Stored records
——————
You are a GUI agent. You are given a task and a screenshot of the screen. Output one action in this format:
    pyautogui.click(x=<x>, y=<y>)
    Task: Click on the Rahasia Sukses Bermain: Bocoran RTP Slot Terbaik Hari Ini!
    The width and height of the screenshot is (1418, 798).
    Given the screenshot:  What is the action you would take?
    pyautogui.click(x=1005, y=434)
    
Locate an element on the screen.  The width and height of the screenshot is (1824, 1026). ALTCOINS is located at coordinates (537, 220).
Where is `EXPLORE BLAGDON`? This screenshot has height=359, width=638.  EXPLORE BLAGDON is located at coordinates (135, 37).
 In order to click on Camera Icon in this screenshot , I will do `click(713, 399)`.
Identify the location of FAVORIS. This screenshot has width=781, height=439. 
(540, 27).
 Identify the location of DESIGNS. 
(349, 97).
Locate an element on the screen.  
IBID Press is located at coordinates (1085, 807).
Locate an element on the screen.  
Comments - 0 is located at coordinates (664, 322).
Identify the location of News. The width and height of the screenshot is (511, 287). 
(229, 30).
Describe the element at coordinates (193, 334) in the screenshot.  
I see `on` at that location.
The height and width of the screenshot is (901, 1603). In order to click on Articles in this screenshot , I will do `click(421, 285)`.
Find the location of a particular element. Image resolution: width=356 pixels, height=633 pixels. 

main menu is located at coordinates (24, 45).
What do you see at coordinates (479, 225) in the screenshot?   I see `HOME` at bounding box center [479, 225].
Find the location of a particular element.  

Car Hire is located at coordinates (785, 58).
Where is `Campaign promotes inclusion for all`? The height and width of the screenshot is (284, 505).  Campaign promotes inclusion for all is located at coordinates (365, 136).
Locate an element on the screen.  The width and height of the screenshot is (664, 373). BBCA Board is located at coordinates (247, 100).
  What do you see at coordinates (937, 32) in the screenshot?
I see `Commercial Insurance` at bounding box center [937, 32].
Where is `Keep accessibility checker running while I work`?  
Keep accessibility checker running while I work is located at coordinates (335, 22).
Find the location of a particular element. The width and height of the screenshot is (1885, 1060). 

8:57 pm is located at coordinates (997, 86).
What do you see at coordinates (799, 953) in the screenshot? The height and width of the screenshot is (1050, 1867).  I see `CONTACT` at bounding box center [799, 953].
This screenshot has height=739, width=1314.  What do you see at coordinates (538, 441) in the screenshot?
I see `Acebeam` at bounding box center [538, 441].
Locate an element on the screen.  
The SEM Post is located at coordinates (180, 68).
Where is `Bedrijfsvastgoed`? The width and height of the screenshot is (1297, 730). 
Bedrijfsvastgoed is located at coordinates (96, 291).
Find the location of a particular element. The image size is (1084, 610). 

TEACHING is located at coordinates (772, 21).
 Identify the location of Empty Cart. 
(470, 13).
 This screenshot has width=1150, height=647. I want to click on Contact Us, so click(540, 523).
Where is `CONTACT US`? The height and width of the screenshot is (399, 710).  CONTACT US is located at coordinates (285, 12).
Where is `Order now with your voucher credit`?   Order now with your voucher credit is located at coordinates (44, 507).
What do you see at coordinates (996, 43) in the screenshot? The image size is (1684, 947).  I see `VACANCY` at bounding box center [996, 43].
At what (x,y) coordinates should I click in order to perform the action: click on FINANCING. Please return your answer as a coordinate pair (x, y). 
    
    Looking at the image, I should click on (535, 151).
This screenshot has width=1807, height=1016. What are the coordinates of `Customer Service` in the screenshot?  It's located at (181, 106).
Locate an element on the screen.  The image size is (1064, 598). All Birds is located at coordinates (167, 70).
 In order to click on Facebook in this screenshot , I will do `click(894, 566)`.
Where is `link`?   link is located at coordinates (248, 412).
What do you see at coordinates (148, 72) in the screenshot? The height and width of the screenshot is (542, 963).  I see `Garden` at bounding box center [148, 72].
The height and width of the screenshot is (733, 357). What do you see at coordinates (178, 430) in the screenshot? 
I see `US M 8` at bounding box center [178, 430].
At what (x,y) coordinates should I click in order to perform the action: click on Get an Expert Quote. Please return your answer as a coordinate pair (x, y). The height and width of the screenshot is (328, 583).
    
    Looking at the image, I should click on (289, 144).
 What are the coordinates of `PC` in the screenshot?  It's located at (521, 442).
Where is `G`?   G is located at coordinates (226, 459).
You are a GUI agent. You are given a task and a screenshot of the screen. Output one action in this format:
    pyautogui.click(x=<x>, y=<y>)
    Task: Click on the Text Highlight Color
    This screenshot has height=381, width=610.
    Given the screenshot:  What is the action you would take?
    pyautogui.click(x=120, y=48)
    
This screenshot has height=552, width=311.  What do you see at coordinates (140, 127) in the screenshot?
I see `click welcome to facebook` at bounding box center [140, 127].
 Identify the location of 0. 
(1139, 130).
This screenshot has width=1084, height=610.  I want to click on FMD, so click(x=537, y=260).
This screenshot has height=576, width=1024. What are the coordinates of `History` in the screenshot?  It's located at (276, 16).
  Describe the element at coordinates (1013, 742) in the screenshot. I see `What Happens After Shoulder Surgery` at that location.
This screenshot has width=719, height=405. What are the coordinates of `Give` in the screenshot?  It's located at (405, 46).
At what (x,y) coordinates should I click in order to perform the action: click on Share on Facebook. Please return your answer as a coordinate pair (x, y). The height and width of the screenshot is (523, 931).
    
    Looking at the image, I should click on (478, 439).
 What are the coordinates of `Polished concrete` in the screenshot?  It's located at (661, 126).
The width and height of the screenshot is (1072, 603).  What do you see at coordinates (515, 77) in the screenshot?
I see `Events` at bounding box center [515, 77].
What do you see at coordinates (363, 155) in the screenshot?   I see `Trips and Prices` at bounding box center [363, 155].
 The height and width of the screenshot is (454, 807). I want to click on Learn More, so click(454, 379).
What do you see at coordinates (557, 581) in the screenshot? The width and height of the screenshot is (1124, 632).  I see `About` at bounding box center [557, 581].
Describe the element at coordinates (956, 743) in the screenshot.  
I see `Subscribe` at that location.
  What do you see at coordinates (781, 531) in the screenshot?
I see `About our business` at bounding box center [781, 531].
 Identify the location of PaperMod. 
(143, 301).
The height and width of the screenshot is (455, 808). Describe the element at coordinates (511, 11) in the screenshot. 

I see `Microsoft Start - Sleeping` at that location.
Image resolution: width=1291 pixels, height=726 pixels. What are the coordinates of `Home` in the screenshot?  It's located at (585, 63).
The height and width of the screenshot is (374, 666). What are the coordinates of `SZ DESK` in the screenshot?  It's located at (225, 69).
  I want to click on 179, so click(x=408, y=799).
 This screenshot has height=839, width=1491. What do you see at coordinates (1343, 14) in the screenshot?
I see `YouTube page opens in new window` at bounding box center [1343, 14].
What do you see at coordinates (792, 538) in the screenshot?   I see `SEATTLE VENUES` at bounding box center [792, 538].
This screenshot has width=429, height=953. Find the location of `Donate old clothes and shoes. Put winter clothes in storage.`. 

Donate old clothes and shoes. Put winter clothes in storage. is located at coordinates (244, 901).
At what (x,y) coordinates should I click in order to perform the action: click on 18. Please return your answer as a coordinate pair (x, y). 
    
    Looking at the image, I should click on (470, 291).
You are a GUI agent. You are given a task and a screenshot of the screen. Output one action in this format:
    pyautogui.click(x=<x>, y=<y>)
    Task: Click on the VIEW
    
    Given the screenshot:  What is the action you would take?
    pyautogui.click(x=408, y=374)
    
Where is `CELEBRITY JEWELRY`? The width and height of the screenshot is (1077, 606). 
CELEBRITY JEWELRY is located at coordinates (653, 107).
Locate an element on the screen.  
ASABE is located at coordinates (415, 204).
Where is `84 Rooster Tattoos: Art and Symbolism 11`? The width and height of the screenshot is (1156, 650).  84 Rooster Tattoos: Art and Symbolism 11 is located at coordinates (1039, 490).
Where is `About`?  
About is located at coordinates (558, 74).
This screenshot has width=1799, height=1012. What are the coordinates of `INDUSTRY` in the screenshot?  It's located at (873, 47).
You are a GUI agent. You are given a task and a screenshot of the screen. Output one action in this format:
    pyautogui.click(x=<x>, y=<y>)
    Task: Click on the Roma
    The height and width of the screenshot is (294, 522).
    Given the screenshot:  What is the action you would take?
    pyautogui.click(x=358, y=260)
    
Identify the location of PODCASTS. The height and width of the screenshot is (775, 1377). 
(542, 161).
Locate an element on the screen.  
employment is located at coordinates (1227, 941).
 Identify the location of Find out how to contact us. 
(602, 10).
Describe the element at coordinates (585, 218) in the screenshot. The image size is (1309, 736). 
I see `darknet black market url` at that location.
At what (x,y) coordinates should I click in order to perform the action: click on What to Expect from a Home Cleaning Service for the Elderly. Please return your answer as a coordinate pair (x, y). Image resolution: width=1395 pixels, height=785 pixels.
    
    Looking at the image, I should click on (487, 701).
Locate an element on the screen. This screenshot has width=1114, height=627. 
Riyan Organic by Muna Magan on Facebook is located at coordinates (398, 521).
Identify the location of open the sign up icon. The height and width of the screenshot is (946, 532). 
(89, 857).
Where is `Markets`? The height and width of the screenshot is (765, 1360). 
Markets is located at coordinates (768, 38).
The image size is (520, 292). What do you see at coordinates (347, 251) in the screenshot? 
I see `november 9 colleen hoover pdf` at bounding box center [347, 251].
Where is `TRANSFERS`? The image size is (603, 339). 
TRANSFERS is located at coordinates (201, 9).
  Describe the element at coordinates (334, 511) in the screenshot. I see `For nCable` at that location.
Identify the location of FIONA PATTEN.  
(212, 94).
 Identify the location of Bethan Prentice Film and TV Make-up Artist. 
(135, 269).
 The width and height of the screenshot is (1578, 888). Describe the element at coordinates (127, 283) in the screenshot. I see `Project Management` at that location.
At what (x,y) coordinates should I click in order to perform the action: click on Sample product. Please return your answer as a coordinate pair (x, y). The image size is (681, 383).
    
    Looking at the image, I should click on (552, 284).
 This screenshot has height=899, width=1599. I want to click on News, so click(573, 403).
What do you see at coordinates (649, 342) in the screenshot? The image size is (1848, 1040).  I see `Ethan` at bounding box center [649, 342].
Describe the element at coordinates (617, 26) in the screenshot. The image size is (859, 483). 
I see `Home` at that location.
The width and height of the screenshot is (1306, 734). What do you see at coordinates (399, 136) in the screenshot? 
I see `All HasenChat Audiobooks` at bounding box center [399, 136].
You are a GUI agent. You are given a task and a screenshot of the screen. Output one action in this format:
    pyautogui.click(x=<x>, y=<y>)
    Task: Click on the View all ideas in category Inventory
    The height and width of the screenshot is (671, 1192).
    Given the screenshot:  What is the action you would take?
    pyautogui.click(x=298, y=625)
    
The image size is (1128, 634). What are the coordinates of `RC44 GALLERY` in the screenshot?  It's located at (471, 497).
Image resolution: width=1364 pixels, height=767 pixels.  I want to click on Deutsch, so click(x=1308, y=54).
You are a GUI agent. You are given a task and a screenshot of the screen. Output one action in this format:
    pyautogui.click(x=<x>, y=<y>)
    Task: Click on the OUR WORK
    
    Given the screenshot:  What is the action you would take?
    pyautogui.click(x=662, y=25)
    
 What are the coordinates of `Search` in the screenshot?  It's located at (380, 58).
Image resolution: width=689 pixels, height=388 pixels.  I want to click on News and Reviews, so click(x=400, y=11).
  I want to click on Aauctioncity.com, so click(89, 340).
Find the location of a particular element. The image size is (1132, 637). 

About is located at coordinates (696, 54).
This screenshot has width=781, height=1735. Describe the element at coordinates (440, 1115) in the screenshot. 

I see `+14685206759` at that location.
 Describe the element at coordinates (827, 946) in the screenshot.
——————
* [ACTION ITEM]
Retype only the stretch of lines above starting at the one with "Task: Click on the Text Highlight Color" and stopping at the one with "What do you see at coordinates (557, 581)", exactly as written, with both kept.

* [RESULT OF THE TASK]
    Task: Click on the Text Highlight Color
    This screenshot has height=381, width=610.
    Given the screenshot:  What is the action you would take?
    pyautogui.click(x=120, y=48)
    
This screenshot has height=552, width=311.  What do you see at coordinates (140, 127) in the screenshot?
I see `click welcome to facebook` at bounding box center [140, 127].
 Identify the location of 0. 
(1139, 130).
This screenshot has width=1084, height=610.  I want to click on FMD, so click(x=537, y=260).
This screenshot has height=576, width=1024. What are the coordinates of `History` in the screenshot?  It's located at (276, 16).
  Describe the element at coordinates (1013, 742) in the screenshot. I see `What Happens After Shoulder Surgery` at that location.
This screenshot has width=719, height=405. What are the coordinates of `Give` in the screenshot?  It's located at (405, 46).
At what (x,y) coordinates should I click in order to perform the action: click on Share on Facebook. Please return your answer as a coordinate pair (x, y). The height and width of the screenshot is (523, 931).
    
    Looking at the image, I should click on (478, 439).
 What are the coordinates of `Polished concrete` in the screenshot?  It's located at (661, 126).
The width and height of the screenshot is (1072, 603).  What do you see at coordinates (515, 77) in the screenshot?
I see `Events` at bounding box center [515, 77].
What do you see at coordinates (363, 155) in the screenshot?   I see `Trips and Prices` at bounding box center [363, 155].
 The height and width of the screenshot is (454, 807). I want to click on Learn More, so click(454, 379).
What do you see at coordinates (557, 581) in the screenshot? The width and height of the screenshot is (1124, 632).  I see `About` at bounding box center [557, 581].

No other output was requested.